== Problem ==
Read the data below. Then repeat all of it exactly.

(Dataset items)
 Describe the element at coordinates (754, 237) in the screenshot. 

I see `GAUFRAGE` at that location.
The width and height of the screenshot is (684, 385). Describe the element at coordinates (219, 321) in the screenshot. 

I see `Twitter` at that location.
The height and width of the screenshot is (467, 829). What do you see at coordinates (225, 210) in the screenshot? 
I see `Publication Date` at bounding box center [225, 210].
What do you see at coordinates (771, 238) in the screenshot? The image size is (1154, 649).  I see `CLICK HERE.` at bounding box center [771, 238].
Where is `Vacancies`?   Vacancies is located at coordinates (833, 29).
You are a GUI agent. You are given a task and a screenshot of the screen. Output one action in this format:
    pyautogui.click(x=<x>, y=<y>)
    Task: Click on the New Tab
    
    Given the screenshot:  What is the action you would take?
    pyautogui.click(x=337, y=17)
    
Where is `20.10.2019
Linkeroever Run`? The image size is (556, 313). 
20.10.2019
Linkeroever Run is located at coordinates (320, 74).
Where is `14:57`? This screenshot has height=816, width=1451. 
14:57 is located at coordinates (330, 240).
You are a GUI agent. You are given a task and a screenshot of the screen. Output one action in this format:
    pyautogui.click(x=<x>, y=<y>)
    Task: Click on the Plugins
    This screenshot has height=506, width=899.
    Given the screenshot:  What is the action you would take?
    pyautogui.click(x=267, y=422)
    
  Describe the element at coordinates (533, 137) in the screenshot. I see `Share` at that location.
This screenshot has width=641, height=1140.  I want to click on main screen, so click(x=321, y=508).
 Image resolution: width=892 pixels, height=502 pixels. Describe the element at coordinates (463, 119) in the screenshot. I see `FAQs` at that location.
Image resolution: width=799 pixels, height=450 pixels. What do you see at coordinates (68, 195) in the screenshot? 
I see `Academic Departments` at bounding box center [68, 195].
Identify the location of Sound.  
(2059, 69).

== Your response ==
 Describe the element at coordinates (754, 237) in the screenshot. 

I see `GAUFRAGE` at that location.
The width and height of the screenshot is (684, 385). Describe the element at coordinates (219, 321) in the screenshot. 

I see `Twitter` at that location.
The height and width of the screenshot is (467, 829). What do you see at coordinates (225, 210) in the screenshot? 
I see `Publication Date` at bounding box center [225, 210].
What do you see at coordinates (771, 238) in the screenshot? The image size is (1154, 649).  I see `CLICK HERE.` at bounding box center [771, 238].
Where is `Vacancies`?   Vacancies is located at coordinates (833, 29).
You are a GUI agent. You are given a task and a screenshot of the screen. Output one action in this format:
    pyautogui.click(x=<x>, y=<y>)
    Task: Click on the New Tab
    
    Given the screenshot:  What is the action you would take?
    pyautogui.click(x=337, y=17)
    
Where is `20.10.2019
Linkeroever Run`? The image size is (556, 313). 
20.10.2019
Linkeroever Run is located at coordinates (320, 74).
Where is `14:57`? This screenshot has height=816, width=1451. 
14:57 is located at coordinates (330, 240).
You are a GUI agent. You are given a task and a screenshot of the screen. Output one action in this format:
    pyautogui.click(x=<x>, y=<y>)
    Task: Click on the Plugins
    This screenshot has height=506, width=899.
    Given the screenshot:  What is the action you would take?
    pyautogui.click(x=267, y=422)
    
  Describe the element at coordinates (533, 137) in the screenshot. I see `Share` at that location.
This screenshot has width=641, height=1140.  I want to click on main screen, so click(x=321, y=508).
 Image resolution: width=892 pixels, height=502 pixels. Describe the element at coordinates (463, 119) in the screenshot. I see `FAQs` at that location.
Image resolution: width=799 pixels, height=450 pixels. What do you see at coordinates (68, 195) in the screenshot? 
I see `Academic Departments` at bounding box center [68, 195].
Identify the location of Sound.  
(2059, 69).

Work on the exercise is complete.